Strengths and limitations
Empirical evidence of the prevalence of injuries and poisoning among youth with PSE has been lacking, even though it is estimated that PSE increases the likelihood of engaging in high-risk behaviour (Wyper & Pei, 2016). Previous studies have addressed mainly infants with PSE, preschoolers without verified PSE or normative samples, and have studied the effect of single risk factors. The present longitudinal study enabled comparison between youths with PSE and matched unexposed controls and the assessment of several associated risk factors by using a unique combination of medical records and register data with a large sample size. Free access to publicly funded healthcare, diagnoses made by medical professionals and mandatory registration in national databases ensured the high completeness and validity of the data (Aro et al., 1990; Gissler & Haukka, 2004; Sund, 2012).

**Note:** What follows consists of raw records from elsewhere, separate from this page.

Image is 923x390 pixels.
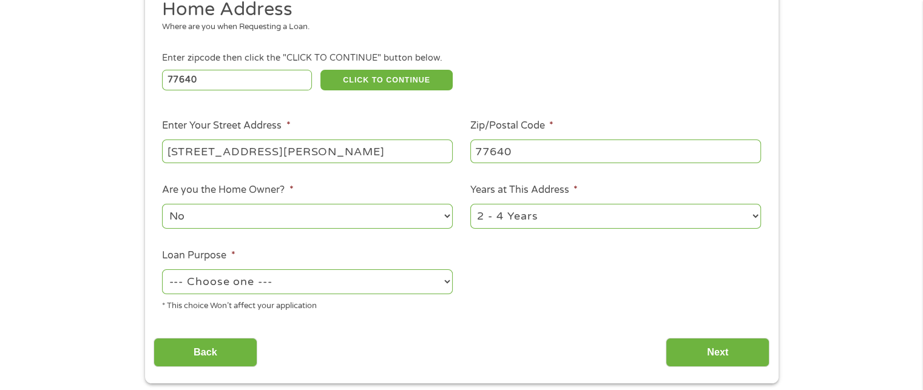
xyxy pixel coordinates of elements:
input: Back [154,338,257,368]
button: CLICK TO CONTINUE [321,70,453,90]
input: 1 Main Street [162,140,453,163]
div: Where are you when Requesting a Loan. [162,21,752,33]
div: Enter zipcode then click the "CLICK TO CONTINUE" button below. [162,52,761,65]
input: Enter Zipcode (e.g 01510) [162,70,312,90]
div: * This choice Won’t affect your application [162,296,453,313]
label: Enter Your Street Address [162,120,290,132]
label: Are you the Home Owner? [162,184,293,197]
input: Next [666,338,770,368]
label: Years at This Address [470,184,578,197]
label: Zip/Postal Code [470,120,554,132]
label: Loan Purpose [162,249,235,262]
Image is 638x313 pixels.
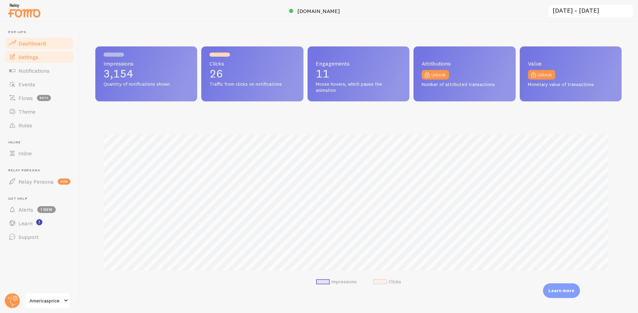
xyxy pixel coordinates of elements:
[18,81,35,88] span: Events
[18,40,46,47] span: Dashboard
[209,61,295,66] span: Clicks
[18,150,32,157] span: Inline
[548,288,574,294] p: Learn more
[18,220,32,227] span: Learn
[58,179,70,185] span: new
[316,61,401,66] span: Engagements
[421,70,449,80] a: Unlock
[4,91,74,105] a: Flows beta
[4,230,74,244] a: Support
[421,61,507,66] span: Attributions
[316,68,401,79] p: 11
[18,67,50,74] span: Notifications
[18,234,39,240] span: Support
[209,81,295,87] span: Traffic from clicks on notifications
[4,50,74,64] a: Settings
[316,81,401,93] span: Mouse hovers, which pause the animation
[37,206,56,213] span: 1 new
[4,217,74,230] a: Learn
[18,178,54,185] span: Relay Persona
[528,70,555,80] a: Unlock
[528,82,613,88] span: Monetary value of transactions
[18,54,38,60] span: Settings
[4,37,74,50] a: Dashboard
[209,68,295,79] p: 26
[8,197,74,201] span: Get Help
[8,168,74,173] span: Relay Persona
[25,293,71,309] a: Americasprice
[18,95,33,101] span: Flows
[528,61,613,66] span: Value
[4,64,74,78] a: Notifications
[18,108,36,115] span: Theme
[103,61,189,66] span: Impressions
[4,175,74,189] a: Relay Persona new
[8,140,74,145] span: Inline
[29,297,62,305] span: Americasprice
[18,206,33,213] span: Alerts
[4,147,74,160] a: Inline
[18,122,32,129] span: Rules
[421,82,507,88] span: Number of attributed transactions
[316,279,357,285] li: Impressions
[8,30,74,34] span: Pop-ups
[103,68,189,79] p: 3,154
[373,279,401,285] li: Clicks
[543,283,580,298] div: Learn more
[36,219,42,225] svg: <p>Watch New Feature Tutorials!</p>
[4,203,74,217] a: Alerts 1 new
[4,119,74,132] a: Rules
[103,81,189,87] span: Quantity of notifications shown
[7,2,41,19] img: fomo-relay-logo-orange.svg
[4,105,74,119] a: Theme
[37,95,51,101] span: beta
[4,78,74,91] a: Events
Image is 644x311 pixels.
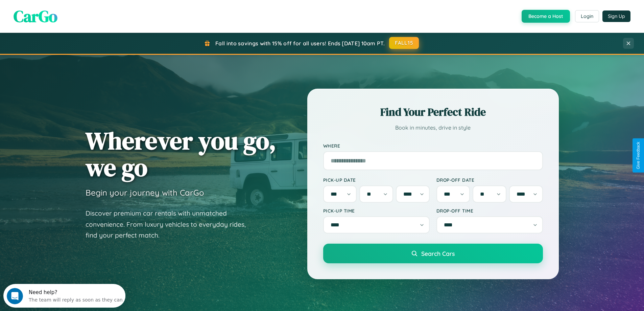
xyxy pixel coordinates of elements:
[636,142,641,169] div: Give Feedback
[522,10,570,23] button: Become a Host
[3,284,125,308] iframe: Intercom live chat discovery launcher
[7,288,23,304] iframe: Intercom live chat
[323,105,543,119] h2: Find Your Perfect Ride
[437,177,543,183] label: Drop-off Date
[575,10,599,22] button: Login
[323,143,543,148] label: Where
[603,10,631,22] button: Sign Up
[3,3,126,21] div: Open Intercom Messenger
[323,208,430,213] label: Pick-up Time
[437,208,543,213] label: Drop-off Time
[86,208,255,241] p: Discover premium car rentals with unmatched convenience. From luxury vehicles to everyday rides, ...
[26,6,119,11] div: Need help?
[14,5,57,27] span: CarGo
[323,244,543,264] button: Search Cars
[323,177,430,183] label: Pick-up Date
[86,127,276,181] h1: Wherever you go, we go
[323,123,543,133] p: Book in minutes, drive in style
[26,11,119,18] div: The team will reply as soon as they can
[422,250,455,257] span: Search Cars
[215,40,385,47] span: Fall into savings with 15% off for all users! Ends [DATE] 10am PT.
[389,37,419,49] button: FALL15
[86,188,204,198] h3: Begin your journey with CarGo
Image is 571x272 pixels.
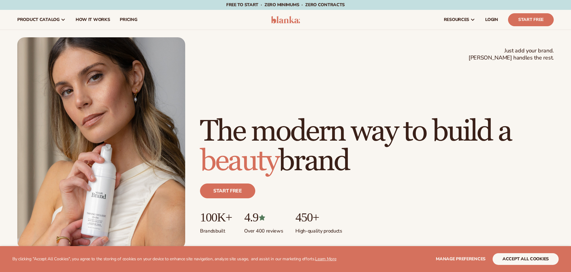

Despite the strengths, the study has several limitations. First, we are only able to show associations between the risk factors and hospital-treated injuries and poisoning. No causal relationships can be assured. For example, Rowe et al. (2004) state that mental and behavioural disorders can put children and youth at an increased risk for injuries. Alternatively, injury can contribute to the risk of psychopathology. Second, despite us checking health and social welfare registers carefully for any sign of maternal substance abuse during pregnancy and 1 year before, we cannot rule out unrecognised substance use among the control mothers. This problem is present in all studies on substance use during pregnancy (Behnke et al., 2013).
Conclusion
This study provides novel information about the prevalence of injuries and poisoning among youths with PSE in comparison with matched unexposed controls. In addition, the study provides important evidence of the interrelated risk factors that are associated with injuries and poisoning in both groups and shows that PSE is not the only risk factor. Injuries and poisoning are leading causes of morbidity and mortality in the under-25 age group in the general population. Early and long-term support for disadvantaged families and children is vital to promote child and adolescent health.
Footnotes
Declaration of conflicting interests
The authors declared no potential conflicts of interest with respect to the research, authorship, and/or publication of this article.
Funding
The authors disclosed receipt of the following financial support for the research, authorship, and/or publication of this article: Samfundet Folkhälsan i svenska Finland rf., Juho Vainio Foundation, Signe and Ane Gyllenberg Foundation, Medicinska Understödsföreningen Liv och Hälsa rf.
Availability of data and material
Appendix
External causes of hospital care among the PSE group and controls.
| External causes of injuries and poisoning | PSE group | Controls | p value |
|---|---|---|---|
| Transport accident | 11 (1.8) | 37 (2.1) | 0.667 |
| Other accidental injury | 79 (12.8) | 156 (8.7) | 0.003 |
| Intentional self-harm | 8 (1.3) | 5 (0.3) | 0.006 |
| Assault | 9 (1.5) | 3 (0.2) | <0.001 |
| Event of undetermined intent | 5 (0.8) | 2 (0.1) | 0.014 |
| Poisoning | 6 (1.0) | 1 (0.1) | 0.002 |
| Other external cause | 5 (0.8) | 7 (0.4) | 0.201 |
| Examination and observation following alleged rape and seduction | 11 (1.8) | 2 (0.1) | <0.001 |
| Problems related with alleged sexual abuse of a child | 9 (1.5) | 4 (0.2) | <0.001 |
Note. Values are given as n (%). PSE = prenatal substance exposure.